4. Multitasking and Time Management
A paper by a team from Stanford, UCL, staff of Microsoft and Amazon shows that in-meeting multitasking is closely linked to people’s productivity and wellbeing. I am predisposed and support positive remote multitasking. The question I have asked myself is, “Is this an effective habit to take along as we move back to the office?”
While multitasking during one’s work mostly impacts personal productivity, special consideration of multitasking during meetings can additionally impact other colleagues and their productivity. In online settings, both meeting-related and personal multitasking are seen as ways people’s attention could divert from the actual conversation. Some suggest multitasking is due to boredom. Personally, I know for me I was trying to be more productive for the day. Enthralled by my desire to address all the goals for the day. This has not always been effective. I tend to lose track or priority with various activities ongoing at the same time. Ultimately some things slip off and I don’t end up finishing them. It has left me with severely burnt lunches, unfinished excel sheets, and multiple draft messages in my inbox. I am a culprit here and need to review; I suspect this is one of the poor habits I have picked up while working from home.
5. Social Connection
Social connection or the experience of feeling close and connected to others is suggested by scientists to be a core psychological need, essential to feeling satisfied with your life. Our knack for social connection is reflected in some of the most basic ways humans communicate— the subtle uses of our voice, facial expressions, and sense of touch, all of which were difficult to harness using online tools.
Working from home made interactions a challenge. For those of us that started a new job during the pandemic, this only made connecting with our new colleagues tougher. Studies show that eye contact improves connection—faster responses, more memorization of faces, and increased likeability and attractiveness, These tools that make interactions organically rewarding are compromised over video.

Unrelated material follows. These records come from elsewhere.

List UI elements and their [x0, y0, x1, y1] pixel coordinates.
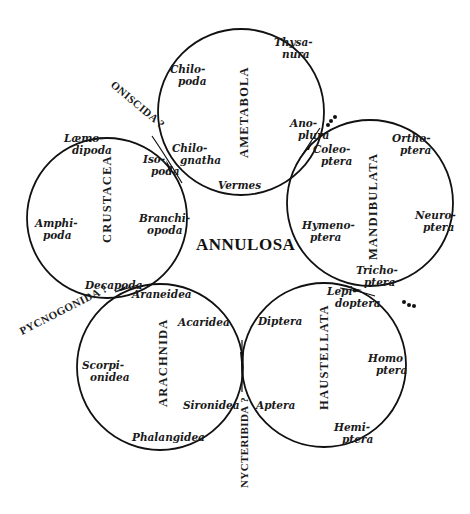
label-mandibulata-1: Coleo-ptera	[313, 143, 352, 167]
label-crustacea-3: Branchi-opoda	[138, 212, 190, 236]
label-mandibulata-4: Tricho-ptera	[356, 264, 398, 288]
group-name-haustellata: HAUSTELLATA	[317, 304, 331, 410]
annulosa-diagram: AMETABOLA MANDIBULATA HAUSTELLATA ARACHN…	[0, 0, 470, 514]
label-mandibulata-2: Neuro-ptera	[414, 209, 456, 233]
label-crustacea-2: Amphi-poda	[34, 217, 78, 241]
label-ametabola-3: Chilo-gnatha	[172, 142, 221, 166]
label-mandibulata-3: Hymeno-ptera	[301, 219, 355, 243]
label-mandibulata-0: Ortho-ptera	[392, 132, 431, 156]
label-crustacea-1: Iso-poda	[142, 153, 180, 177]
center-title: ANNULOSA	[196, 235, 296, 254]
label-haustellata-0: Lepi-doptera	[326, 285, 381, 309]
group-name-ametabola: AMETABOLA	[237, 66, 251, 158]
side-label-nycteribida: NYCTERIBIDA ?	[238, 397, 250, 488]
group-name-crustacea: CRUSTACEA	[100, 155, 114, 243]
label-haustellata-3: Aptera	[255, 399, 296, 411]
label-arachnida-4: Phalangidea	[131, 431, 205, 443]
dots-coleoptera	[326, 115, 337, 127]
group-name-arachnida: ARACHNIDA	[156, 318, 170, 407]
label-haustellata-2: Homoptera	[367, 352, 407, 376]
label-haustellata-1: Diptera	[257, 315, 302, 327]
group-name-mandibulata: MANDIBULATA	[366, 153, 380, 260]
label-ametabola-4: Vermes	[218, 179, 261, 191]
label-arachnida-1: Acaridea	[177, 316, 230, 328]
label-haustellata-4: Hemi-ptera	[333, 421, 373, 445]
label-ametabola-1: Chilo-poda	[170, 63, 207, 87]
label-crustacea-4: Decapoda	[84, 279, 143, 291]
label-crustacea-0: Læmo-dipoda	[63, 132, 112, 156]
label-arachnida-2: Scorpi-onidea	[82, 359, 130, 383]
label-ametabola-0: Thysa-nura	[274, 36, 313, 60]
label-arachnida-3: Sironidea	[183, 399, 240, 411]
dots-lepidoptera	[402, 300, 416, 308]
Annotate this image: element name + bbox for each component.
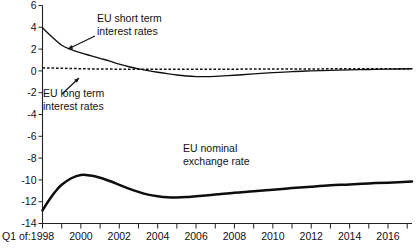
x-axis-tick-label: 2004: [146, 230, 170, 242]
chart-container: 6420-2-4-6-8-10-12-141998200020022004200…: [0, 0, 417, 252]
annotation-line: interest rates: [43, 100, 104, 112]
y-axis-tick-label: 0: [31, 65, 37, 77]
y-axis-tick-label: 6: [31, 0, 37, 11]
x-axis-tick-label: 1998: [31, 230, 55, 242]
x-axis-tick-label: 2010: [261, 230, 285, 242]
annotation-line: EU long term: [43, 87, 105, 99]
y-axis-tick-label: -10: [21, 174, 36, 186]
y-axis-tick-label: -2: [27, 86, 36, 98]
annotation-line: exchange rate: [183, 155, 250, 167]
x-axis-tick-label: 2014: [338, 230, 362, 242]
x-axis-tick-label: 2006: [184, 230, 208, 242]
y-axis-tick-label: -12: [21, 195, 36, 207]
annotation-exchange-rate: EU nominalexchange rate: [183, 142, 250, 167]
y-axis-tick-label: 2: [31, 43, 37, 55]
annotation-line: EU short term: [97, 12, 162, 24]
series-eu-nominal-exchange-rate: [43, 175, 413, 211]
y-axis-tick-label: 4: [31, 21, 37, 33]
y-axis-tick-label: -8: [27, 152, 36, 164]
x-axis-tick-label: 2000: [69, 230, 93, 242]
annotation-line: interest rates: [97, 25, 158, 37]
annotation-long-term: EU long terminterest rates: [43, 87, 105, 112]
annotation-line: EU nominal: [183, 142, 237, 154]
x-axis-tick-label: 2008: [223, 230, 247, 242]
y-axis-tick-label: -6: [27, 130, 36, 142]
x-axis-tick-label: 2002: [108, 230, 132, 242]
x-axis-tick-label: 2016: [376, 230, 400, 242]
annotation-short-term: EU short terminterest rates: [97, 12, 162, 37]
x-axis-tick-label: 2012: [300, 230, 324, 242]
line-chart: 6420-2-4-6-8-10-12-141998200020022004200…: [0, 0, 417, 252]
x-axis-origin-label: Q1 of:: [2, 230, 31, 242]
y-axis-tick-label: -4: [27, 108, 36, 120]
y-axis-tick-label: -14: [21, 217, 36, 229]
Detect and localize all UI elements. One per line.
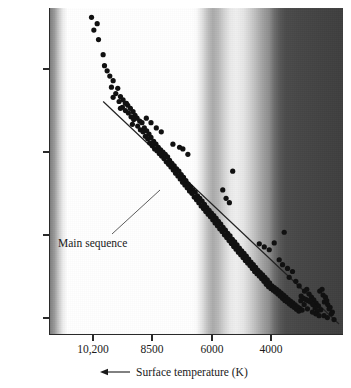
star-point xyxy=(326,306,331,311)
star-point xyxy=(325,315,330,320)
star-point xyxy=(96,37,101,42)
star-point xyxy=(290,269,295,274)
star-point xyxy=(277,257,282,262)
star-point xyxy=(115,86,120,91)
star-point xyxy=(227,200,232,205)
main-sequence-label: Main sequence xyxy=(58,236,127,250)
x-tick-mark xyxy=(92,335,93,341)
star-point xyxy=(154,125,159,130)
star-point xyxy=(130,122,135,127)
main-sequence-leader-line xyxy=(110,188,162,236)
star-point xyxy=(280,262,285,267)
star-point xyxy=(159,129,164,134)
star-point xyxy=(144,116,149,121)
star-point xyxy=(257,241,262,246)
star-point xyxy=(272,240,277,245)
star-point xyxy=(298,298,303,303)
star-point xyxy=(331,317,336,322)
star-point xyxy=(105,68,110,73)
star-point xyxy=(267,247,272,252)
star-point xyxy=(304,287,309,292)
star-point xyxy=(230,169,235,174)
star-point xyxy=(285,266,290,271)
star-point xyxy=(310,309,315,314)
y-tick-mark xyxy=(43,151,50,152)
y-tick-mark xyxy=(43,68,50,69)
star-point xyxy=(140,129,145,134)
star-point xyxy=(282,230,287,235)
star-point xyxy=(180,146,185,151)
star-point xyxy=(185,152,190,157)
scatter-data-layer xyxy=(50,8,344,335)
star-point xyxy=(118,106,123,111)
star-point xyxy=(148,120,153,125)
star-point xyxy=(91,28,96,33)
hr-diagram-figure: 1021010.1 10,200850060004000 Luminosity … xyxy=(0,0,351,388)
star-point xyxy=(124,101,129,106)
plot-area xyxy=(49,8,343,335)
star-point xyxy=(319,287,324,292)
star-point xyxy=(324,298,329,303)
star-point xyxy=(316,313,321,318)
star-point xyxy=(170,142,175,147)
y-tick-mark xyxy=(43,234,50,235)
star-point xyxy=(329,311,334,316)
star-point xyxy=(109,85,114,90)
star-point xyxy=(111,95,116,100)
star-point xyxy=(131,117,136,122)
star-point xyxy=(139,120,144,125)
x-axis-title-group: Surface temperature (K) xyxy=(100,362,300,382)
star-data-points xyxy=(89,15,337,322)
star-point xyxy=(111,78,116,83)
star-point xyxy=(293,279,298,284)
star-point xyxy=(95,21,100,26)
star-point xyxy=(117,99,122,104)
star-point xyxy=(287,275,292,280)
star-point xyxy=(296,308,301,313)
x-tick-label: 4000 xyxy=(231,343,311,355)
left-arrow-icon xyxy=(100,367,130,377)
y-tick-mark xyxy=(43,317,50,318)
x-axis-title: Surface temperature (K) xyxy=(136,365,248,379)
star-point xyxy=(297,283,302,288)
star-point xyxy=(223,196,228,201)
x-tick-mark xyxy=(211,335,212,341)
star-point xyxy=(107,73,112,78)
star-point xyxy=(89,15,94,20)
star-point xyxy=(101,52,106,57)
star-point xyxy=(102,63,107,68)
star-point xyxy=(305,306,310,311)
star-point xyxy=(262,244,267,249)
x-tick-mark xyxy=(151,335,152,341)
y-axis-title-group: Luminosity L☉ xyxy=(0,120,26,290)
star-point xyxy=(220,187,225,192)
x-tick-mark xyxy=(270,335,271,341)
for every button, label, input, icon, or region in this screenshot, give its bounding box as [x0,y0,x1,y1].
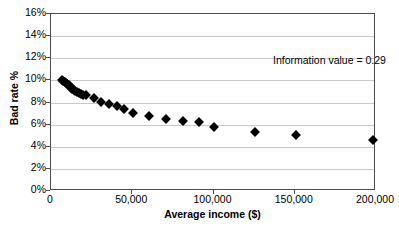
x-axis-tick-mark [213,190,214,194]
x-axis-tick-label: 200,000 [340,193,399,205]
y-axis-tick-label: 2% [4,162,46,173]
y-axis-tick-mark [46,102,50,103]
x-axis-title: Average income ($) [50,208,375,220]
x-axis-tick-mark [131,190,132,194]
x-axis-tick-label: 50,000 [96,193,166,205]
y-axis-tick-mark [46,35,50,36]
y-axis-tick-mark [46,146,50,147]
y-axis-tick-mark [46,57,50,58]
y-axis-tick-mark [46,190,50,191]
y-axis-tick-label: 14% [4,29,46,40]
y-axis-tick-mark [46,124,50,125]
y-axis-tick-mark [46,13,50,14]
x-axis-tick-mark [294,190,295,194]
y-axis-tick-mark [46,79,50,80]
x-axis-tick-label: 150,000 [259,193,329,205]
y-axis-tick-mark [46,168,50,169]
y-axis-title: Bad rate % [8,53,20,143]
y-axis-tick-label: 16% [4,7,46,18]
x-axis-tick-label: 0 [15,193,85,205]
x-axis-tick-label: 100,000 [178,193,248,205]
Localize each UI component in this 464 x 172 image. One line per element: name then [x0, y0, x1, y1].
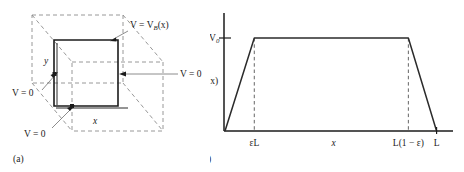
- xlabel-epsilon-L: εL: [249, 138, 259, 148]
- leader-top-potential: [110, 31, 128, 42]
- cross-section-square: [54, 40, 128, 108]
- panel-b-chart: V0 VB(x) εL x L(1 − ε) L (b): [210, 0, 464, 172]
- label-left-zero: V = 0: [12, 88, 34, 98]
- xlabel-L-one-minus-eps: L(1 − ε): [393, 138, 424, 149]
- label-top-potential-tail: (x): [158, 20, 169, 31]
- label-right-zero: V = 0: [180, 69, 202, 79]
- ylabel-v0-sub: 0: [216, 37, 220, 44]
- label-top-potential-main: V = V: [130, 20, 154, 30]
- ylabel-v0: V0: [210, 33, 220, 44]
- xlabel-x: x: [330, 138, 336, 148]
- label-bottom-zero: V = 0: [24, 129, 46, 139]
- label-top-potential: V = VB(x): [130, 20, 169, 31]
- xlabel-L: L: [434, 138, 440, 148]
- perspective-edges-dashed: [32, 15, 163, 131]
- leader-right-zero: [119, 72, 178, 77]
- chart-dashed-guides: [254, 38, 408, 131]
- axis-label-x: x: [92, 116, 98, 126]
- back-face-dashed: [32, 15, 123, 83]
- panel-a-diagram: y x V = VB(x) V = 0 V = 0 V = 0: [0, 0, 210, 172]
- curve-vb-of-x: [225, 38, 437, 131]
- edge-markers: [53, 72, 75, 108]
- caption-panel-a: (a): [13, 154, 24, 165]
- leader-left-zero: [42, 72, 58, 90]
- figure-container: y x V = VB(x) V = 0 V = 0 V = 0: [0, 0, 464, 172]
- axis-label-y: y: [43, 56, 49, 66]
- ylabel-vb-tail: (x): [210, 76, 218, 87]
- caption-panel-b: (b): [210, 154, 211, 165]
- ylabel-vb-of-x: VB(x): [210, 76, 218, 87]
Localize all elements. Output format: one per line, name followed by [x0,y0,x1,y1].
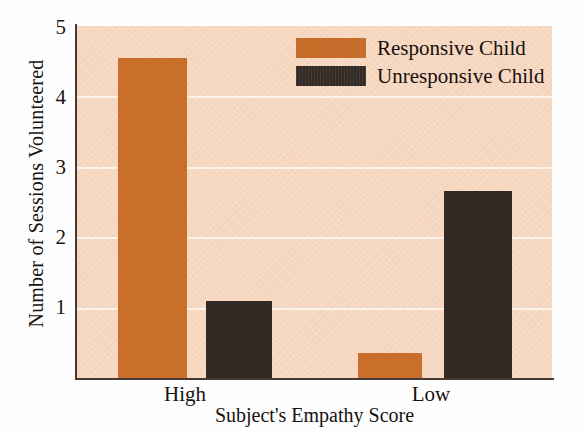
legend-swatch-responsive-icon [296,38,366,58]
chart-legend: Responsive Child Unresponsive Child [296,38,544,94]
bar-low-responsive [358,353,422,378]
y-tick-label-2: 2 [56,227,67,248]
legend-label-unresponsive: Unresponsive Child [377,66,544,87]
y-tick-label-1: 1 [56,297,67,318]
legend-entry-responsive: Responsive Child [296,38,544,58]
x-axis-line [75,378,554,380]
legend-swatch-unresponsive-icon [296,66,366,86]
y-tick-label-5: 5 [56,17,67,38]
legend-label-responsive: Responsive Child [377,38,526,59]
y-tick-label-3: 3 [56,157,67,178]
legend-entry-unresponsive: Unresponsive Child [296,66,544,86]
chart-figure: 5 4 3 2 1 Number of Sessions Volunteered… [0,0,583,433]
x-axis-title: Subject's Empathy Score [77,404,552,427]
bar-high-unresponsive [206,301,272,378]
y-axis-title: Number of Sessions Volunteered [25,34,48,354]
y-tick-label-4: 4 [56,87,67,108]
bar-high-responsive [118,58,187,378]
y-axis-line [75,24,77,380]
bar-low-unresponsive [444,191,512,378]
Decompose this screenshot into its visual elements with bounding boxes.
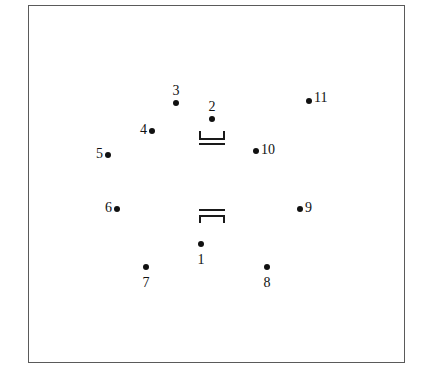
data-point-label-9: 9	[305, 201, 312, 215]
data-point-10[interactable]	[253, 148, 259, 154]
lower-bracket-symbol	[199, 209, 225, 225]
data-point-label-11: 11	[314, 91, 327, 105]
data-point-1[interactable]	[198, 241, 204, 247]
data-point-label-1: 1	[198, 253, 205, 267]
upper-bracket-base-bar	[199, 138, 225, 140]
data-point-5[interactable]	[105, 152, 111, 158]
data-point-label-3: 3	[173, 84, 180, 98]
data-point-label-2: 2	[209, 100, 216, 114]
data-point-8[interactable]	[264, 264, 270, 270]
data-point-4[interactable]	[149, 128, 155, 134]
lower-bracket-top-bar	[199, 215, 225, 217]
upper-bracket-symbol	[199, 131, 225, 147]
data-point-label-6: 6	[105, 201, 112, 215]
plot-frame: 1 2 3 4 5 6 7 8 9 10 11	[28, 5, 405, 363]
data-point-11[interactable]	[306, 98, 312, 104]
data-point-label-4: 4	[140, 123, 147, 137]
data-point-7[interactable]	[143, 264, 149, 270]
data-point-9[interactable]	[297, 206, 303, 212]
upper-bracket-under-bar	[199, 143, 225, 145]
lower-bracket-left-stem	[199, 215, 201, 223]
data-point-3[interactable]	[173, 100, 179, 106]
data-point-label-8: 8	[264, 276, 271, 290]
data-point-label-10: 10	[261, 143, 275, 157]
data-point-label-5: 5	[96, 147, 103, 161]
data-point-label-7: 7	[143, 276, 150, 290]
lower-bracket-right-stem	[223, 215, 225, 223]
figure-root: 1 2 3 4 5 6 7 8 9 10 11	[0, 0, 425, 383]
data-point-2[interactable]	[209, 116, 215, 122]
data-point-6[interactable]	[114, 206, 120, 212]
lower-bracket-over-bar	[199, 209, 225, 211]
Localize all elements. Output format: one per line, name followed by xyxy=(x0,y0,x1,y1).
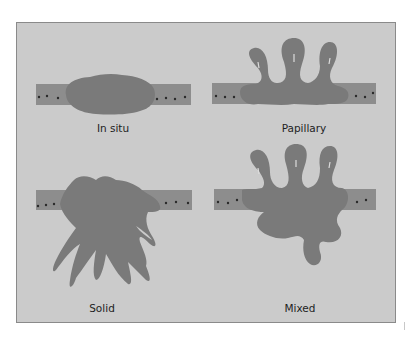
label-mixed: Mixed xyxy=(240,302,360,314)
tumor-mass xyxy=(242,144,348,265)
tumor-mass xyxy=(240,38,349,105)
label-in-situ: In situ xyxy=(53,122,173,134)
papillary-illustration xyxy=(212,38,376,105)
solid-illustration xyxy=(36,176,192,287)
scan-artifact-mark xyxy=(404,322,405,330)
tumor-mass xyxy=(53,176,160,287)
in-situ-illustration xyxy=(36,74,191,115)
label-papillary: Papillary xyxy=(244,122,364,134)
label-solid: Solid xyxy=(42,302,162,314)
tumor-growth-patterns-diagram xyxy=(0,0,413,339)
tumor-mass xyxy=(66,74,155,115)
mixed-illustration xyxy=(214,144,376,265)
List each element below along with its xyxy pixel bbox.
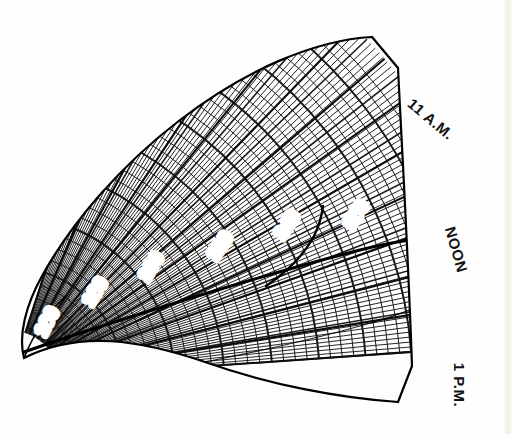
sundial-sector-chart: 160180200220240260 11 A.M.NOON1 P.M. — [0, 0, 525, 434]
hour-label-group: 11 A.M.NOON1 P.M. — [405, 95, 472, 407]
sector-grid — [24, 0, 502, 377]
radial-minor-lines — [25, 0, 502, 377]
figure-canvas: 160180200220240260 11 A.M.NOON1 P.M. — [0, 0, 525, 434]
hour-label-1-p-m: 1 P.M. — [451, 363, 468, 407]
hour-label-11-a-m: 11 A.M. — [405, 95, 458, 143]
hour-label-noon: NOON — [442, 225, 471, 275]
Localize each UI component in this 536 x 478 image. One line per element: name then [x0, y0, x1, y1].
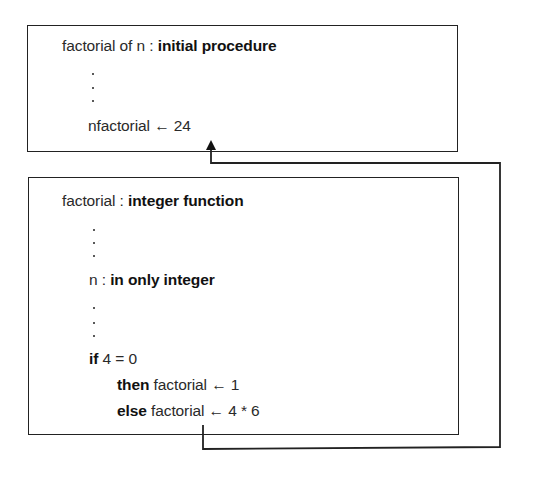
return-connector-arrow — [0, 0, 536, 478]
arrowhead-icon — [206, 140, 216, 150]
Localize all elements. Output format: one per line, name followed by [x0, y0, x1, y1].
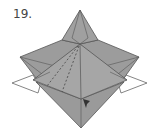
- origami-diagram: [0, 0, 159, 136]
- top-point: [62, 10, 98, 44]
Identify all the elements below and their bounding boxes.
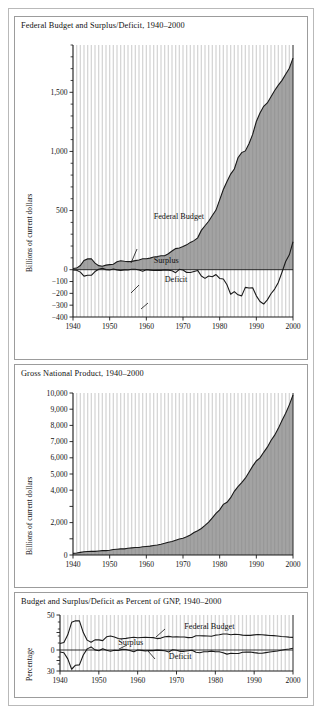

Zoom fatigue is now a thing. This is one part of working from home I can’t wait to leave behind. I know that the office re-opening will be a hybrid for some and maybe for others, working from home might be preferred. Personally, I do prefer not to have all my meetings virtually, I yearn for a lot of social connections in person.
So, you see, I have mixed feelings. A part of me longs for that collective energy of others around me working with a shared vision. While gains from working from home these past months, be it family wise, leaves me dreading going back to spend time transporting to work. I will miss some of the micro quality moments working from home afforded me. What new habit are you hoping to carry on into the office when we all get back in?